Pinot Noir, part one

Often branded a fickle grape. The difficult one. The mercurial or mysterious one. The seductive wine. Pinot Noir has beguiled people for generations. With over 1,000 registered clones it’s one of the most diverse families of grapes and has given us a range of wines we love and enjoy around the world.

The ultimate Pinot Noir lovers wine is usually a Grand Cru Burgundy from Cote d’Or, literally translated as the Golden Coast. The spiritual and ancestral home of the grape has been perfecting its cultivation and winemaking style for centuries, even millennia.
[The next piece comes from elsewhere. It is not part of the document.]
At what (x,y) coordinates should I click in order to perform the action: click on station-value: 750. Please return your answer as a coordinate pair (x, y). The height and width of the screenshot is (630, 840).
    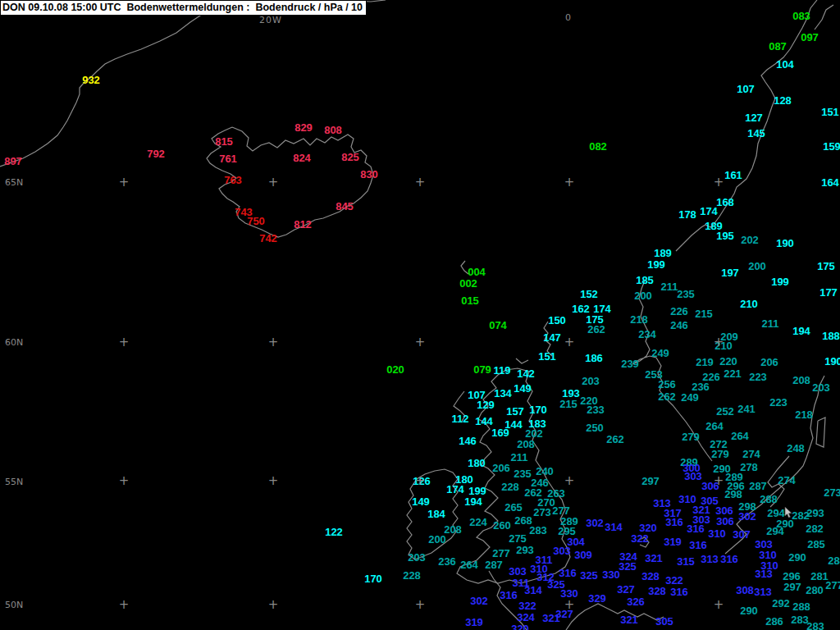
    Looking at the image, I should click on (256, 221).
Unfortunately, for those of us entering the wine world in 2000s and getting to know Pinot these days is not an easy proposition. Especially, as some of the wines are simply not affordable for an average consumer and the majority are special occasion wines at best, even the cheapest examples. The price has simply skyrocketed with tiny production, being in vogue with deep pocket investors and new minted millionaires alike. Arguably the best Pinot Noir on the planet, Domaine de la Romanee Conti, is released at about AUD6,000 but the current vintage is available for purchase in the secondary market for upwards of a cool AUD26,000, if you can even find a bottle.

Luckily for us, there’s a couple of other regions that are making amazing Pinot Noir while usually stylistically different. And that’s not a bad thing. I don’t want a reproduction Burgundy from Australia or America. I want the best example of what Pinot Noir can do in the region it is grown and produced. Some of my favourite regions around the world are: Alsace, Arh, Baden, Tasmania, Geelong, Canberra region, Yarra Valley, Adelaide Hills, Central Otago, Martinborough, Marlborough, Aconcagua, Casablanca, Oregon, Carneros, Monterrey and Washington, in no particular order. Within those it’s the individual producers and styles that I look for, but also by feeling. If I want something light and fun, with maybe some playful character I might look for a natural producer from Adelaide Hills or if I want something super rich I will look for a Central Otago bottling, and for a more savoury and ethereal wine I might try and hunt down a bottle from Oregon. At the end of the day, the variety currently on offer is staggering and simply fabulous for a wine drinker.

Flavours are more dependent on style, with lighter wines tending to be fragrant and crisp dominated by cherry, strawberry and fresh fruity aromas. Medium bodied styles will see more vibrant raspberry, plum, violets to beetroot and rhubarb notes. The fuller bodied styles will tend to dark cherries and stewed plums, with earthy spice notes. The defining feature of Pinot Noir is its fresh, stimulating acidity and silky tannins. The best Pinot Noirs are perfumed and complex, while being delicate and fresh with amazing length of flavour and the tannins that caress the tongue. With age, the wines only get better retaining freshness and vibrancy, retaining their notable core of fruit sweetness, gaining complexity and becoming even more seductive.

The Pinot grape has been responsible for a number of wines we love: Chardonnay, Aligote, Auxerrois, Gamay Noir (5 of 21 naturally occurring crossings of Pinot Noir x Gouais Blanc, what is historically considered a boring French variety, over time), Pinot Gris (a bronze skin mutation), Pinot Blanc (a green skin mutation), Pinot Meunier (a black grape mutation with a little white hairs on leaves), Pinot Teinturier (flesh colour mutation) and the somewhat controversial Pinotage of South Africa (Pinot Noir x Cinsault). (Ref: Wine Grapes by Jose Vouillamoz, Jancis Robinson.)